Why this is worth understanding
Three concrete takeaways for developers:
1. Bot detection now reaches into your app’s internal state
If you ship a React or Next.js app behind Cloudflare’s bot management, the verifier may expect certain framework-internal properties to exist on the page. Build pipelines that strip or rename those (aggressive minification, custom React forks, server-only rendering) can make legitimate users look like bots.
2. Headless browsing for testing is now genuinely hard
Puppeteer and Playwright against a Cloudflare-protected app are no longer just about user-agent strings.
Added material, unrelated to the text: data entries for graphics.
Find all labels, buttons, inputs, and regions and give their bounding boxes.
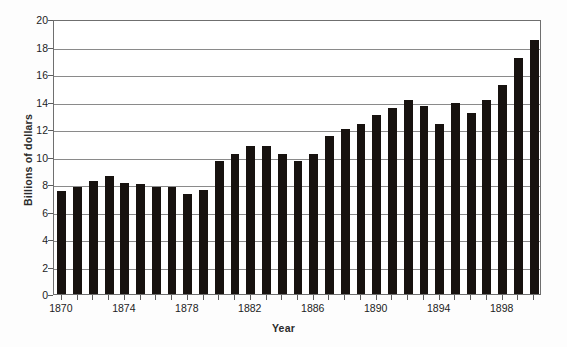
bar (73, 187, 82, 294)
x-tick-label: 1894 (409, 302, 469, 314)
y-tick-mark (48, 75, 53, 76)
y-tick-label: 12 (8, 124, 48, 136)
x-tick-mark (376, 295, 377, 300)
x-tick-mark (391, 295, 392, 300)
x-tick-mark (108, 295, 109, 300)
x-tick-mark (344, 295, 345, 300)
y-tick-mark (48, 130, 53, 131)
x-tick-mark (407, 295, 408, 300)
bar (120, 183, 129, 294)
x-tick-mark (517, 295, 518, 300)
bar (136, 184, 145, 294)
x-tick-label: 1898 (472, 302, 532, 314)
y-tick-mark (48, 185, 53, 186)
y-tick-mark (48, 240, 53, 241)
x-tick-label: 1890 (346, 302, 406, 314)
bar (89, 181, 98, 294)
bar (57, 191, 66, 294)
gridline (54, 104, 540, 105)
x-tick-mark (454, 295, 455, 300)
x-tick-mark (533, 295, 534, 300)
bar (168, 187, 177, 294)
x-tick-mark (313, 295, 314, 300)
bar (215, 161, 224, 294)
bar (404, 100, 413, 294)
bar (231, 154, 240, 294)
y-tick-mark (48, 103, 53, 104)
y-tick-mark (48, 295, 53, 296)
y-tick-label: 20 (8, 14, 48, 26)
y-tick-label: 8 (8, 179, 48, 191)
x-tick-mark (486, 295, 487, 300)
bar (498, 85, 507, 294)
y-tick-label: 14 (8, 97, 48, 109)
bar (372, 115, 381, 294)
x-tick-mark (470, 295, 471, 300)
x-tick-mark (92, 295, 93, 300)
bar (482, 100, 491, 294)
x-tick-label: 1870 (31, 302, 91, 314)
plot-area (53, 20, 541, 295)
bar (325, 136, 334, 294)
x-tick-label: 1886 (283, 302, 343, 314)
y-tick-mark (48, 48, 53, 49)
bar (105, 176, 114, 294)
x-tick-mark (155, 295, 156, 300)
x-tick-mark (187, 295, 188, 300)
bar (530, 40, 539, 294)
x-tick-mark (203, 295, 204, 300)
bar (199, 190, 208, 295)
x-tick-mark (360, 295, 361, 300)
x-tick-mark (77, 295, 78, 300)
x-tick-label: 1874 (94, 302, 154, 314)
bar (451, 103, 460, 294)
x-tick-mark (423, 295, 424, 300)
x-tick-mark (502, 295, 503, 300)
x-tick-mark (234, 295, 235, 300)
bar (420, 106, 429, 294)
x-tick-label: 1878 (157, 302, 217, 314)
y-tick-label: 10 (8, 152, 48, 164)
x-tick-mark (171, 295, 172, 300)
x-tick-mark (328, 295, 329, 300)
bar (278, 154, 287, 294)
bar (262, 146, 271, 295)
x-tick-mark (218, 295, 219, 300)
x-tick-mark (140, 295, 141, 300)
y-tick-label: 6 (8, 207, 48, 219)
x-tick-label: 1882 (220, 302, 280, 314)
y-tick-mark (48, 20, 53, 21)
gridline (54, 49, 540, 50)
x-tick-mark (124, 295, 125, 300)
x-tick-mark (297, 295, 298, 300)
bar (388, 108, 397, 294)
x-tick-mark (281, 295, 282, 300)
bar (341, 129, 350, 294)
y-tick-label: 2 (8, 262, 48, 274)
x-tick-mark (439, 295, 440, 300)
bar (183, 194, 192, 294)
gridline (54, 76, 540, 77)
bar (294, 161, 303, 294)
chart-figure: Billions of dollars 02468101214161820 18… (0, 0, 567, 347)
bar (246, 146, 255, 295)
bar (152, 187, 161, 294)
bar (309, 154, 318, 294)
bar (467, 113, 476, 295)
y-tick-mark (48, 158, 53, 159)
y-tick-label: 0 (8, 289, 48, 301)
x-tick-mark (61, 295, 62, 300)
x-axis-title: Year (0, 322, 567, 334)
x-tick-mark (250, 295, 251, 300)
bar (435, 124, 444, 295)
y-tick-label: 18 (8, 42, 48, 54)
y-tick-label: 4 (8, 234, 48, 246)
y-tick-mark (48, 268, 53, 269)
bar (357, 124, 366, 295)
y-tick-label: 16 (8, 69, 48, 81)
bar (514, 58, 523, 295)
y-tick-mark (48, 213, 53, 214)
x-tick-mark (266, 295, 267, 300)
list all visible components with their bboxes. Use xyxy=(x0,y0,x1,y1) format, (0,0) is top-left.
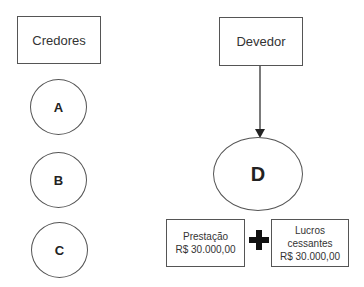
node-d: D xyxy=(213,137,303,211)
node-d-label: D xyxy=(251,163,265,186)
lost-profits-label-1: Lucros xyxy=(295,224,325,237)
installment-box: Prestação R$ 30.000,00 xyxy=(166,219,245,267)
installment-value: R$ 30.000,00 xyxy=(175,243,235,256)
lost-profits-box: Lucros cessantes R$ 30.000,00 xyxy=(271,219,349,267)
lost-profits-label-2: cessantes xyxy=(287,237,332,250)
lost-profits-value: R$ 30.000,00 xyxy=(280,250,340,263)
installment-label: Prestação xyxy=(183,230,228,243)
plus-icon xyxy=(248,228,270,252)
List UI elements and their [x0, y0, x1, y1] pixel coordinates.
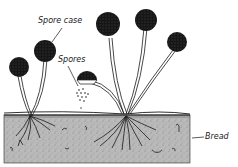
bread-mold-diagram	[0, 0, 238, 167]
label-bread: Bread	[205, 133, 229, 141]
released-spores	[76, 88, 89, 109]
bread-slab	[4, 115, 190, 163]
label-spores: Spores	[58, 56, 85, 64]
label-spore-case: Spore case	[38, 17, 82, 25]
spore-cases	[9, 9, 187, 84]
stalks-right	[90, 28, 179, 114]
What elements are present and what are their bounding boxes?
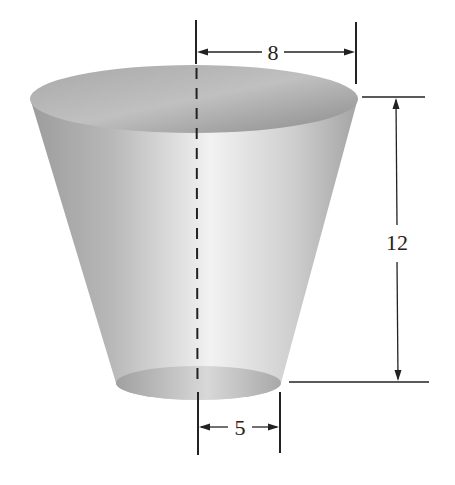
frustum-body xyxy=(30,98,358,400)
top-radius-label: 8 xyxy=(268,40,279,65)
arrowhead-right-icon xyxy=(268,424,279,431)
arrowhead-up-icon xyxy=(393,98,400,109)
top-opening xyxy=(30,65,358,133)
arrowhead-right-icon xyxy=(344,49,355,56)
arrowhead-left-icon xyxy=(197,49,208,56)
height-label: 12 xyxy=(386,230,408,255)
arrowhead-left-icon xyxy=(199,424,210,431)
bottom-radius-label: 5 xyxy=(235,415,246,440)
frustum-diagram: 8 12 5 xyxy=(0,0,455,485)
arrowhead-down-icon xyxy=(395,370,402,381)
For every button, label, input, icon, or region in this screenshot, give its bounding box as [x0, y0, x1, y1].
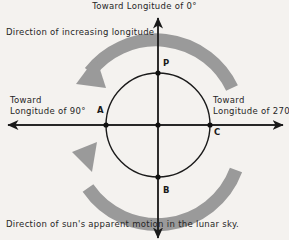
label-toward-longitude-0: Toward Longitude of 0° — [92, 1, 197, 12]
label-toward-longitude-270-line2: Longitude of 270° — [213, 106, 289, 117]
sun-motion-arc — [88, 170, 236, 225]
increasing-longitude-arc — [90, 40, 232, 88]
point-label-b: B — [163, 185, 169, 195]
label-toward-longitude-90: Toward Longitude of 90° — [10, 95, 86, 116]
point-center-marker — [155, 122, 160, 127]
label-toward-longitude-270: Toward Longitude of 270° — [213, 95, 289, 116]
label-direction-increasing-longitude: Direction of increasing longitude — [6, 27, 154, 38]
rotation-arrows-group — [72, 40, 236, 225]
point-label-p: P — [163, 58, 169, 68]
sun-motion-arrowhead — [72, 142, 97, 172]
point-c-marker — [207, 122, 212, 127]
point-label-a: A — [97, 105, 104, 115]
label-toward-longitude-90-line2: Longitude of 90° — [10, 106, 86, 117]
label-toward-longitude-270-line1: Toward — [213, 95, 289, 106]
point-a-marker — [103, 122, 108, 127]
point-p-marker — [155, 70, 160, 75]
label-toward-longitude-90-line1: Toward — [10, 95, 86, 106]
point-b-marker — [155, 174, 160, 179]
lunar-longitude-diagram: Toward Longitude of 0° Direction of incr… — [0, 0, 289, 240]
point-label-c: C — [214, 127, 220, 137]
label-sun-apparent-motion: Direction of sun's apparent motion in th… — [6, 219, 239, 230]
You need a real GPU to pass WebGL, fonts that haven’t been normalised, network egress from a residential-looking IP, and the target application to fully hydrate. End-to-end tests against production sites need a different strategy — often a parallel testing endpoint that bypasses Turnstile.
3. Privacy implications are real
The combination of WebGL, screen, hardware, fonts, and Cloudflare’s edge data is a high-entropy fingerprint. Across hundreds of millions of users, two visitors with identical 55-property values are extremely rare. Cloudflare doesn’t need a cookie to recognise you — and now it has access to the React internals of every site that opts in.
This is the standard tradeoff: better bot mitigation, less anonymity. Whether you find that tradeoff worthwhile depends on whether you’re a publisher fighting scraping or a user who values not being uniquely tracked across the open web.
What this changes
For two years the bot-mitigation arms race was mostly about JavaScript fingerprinting libraries on the client. The 377 decrypted Turnstile programs show the front has moved: the verifier is now a server-generated, per-request bytecode VM that introspects the application’s own runtime state. It is harder to bypass, harder to study, and harder to debug when it goes wrong.
If you build behind Cloudflare, it pays to know what it’s doing under the hood — both so you don’t accidentally trip it, and so you understand what your users are actually loading every time they visit your site.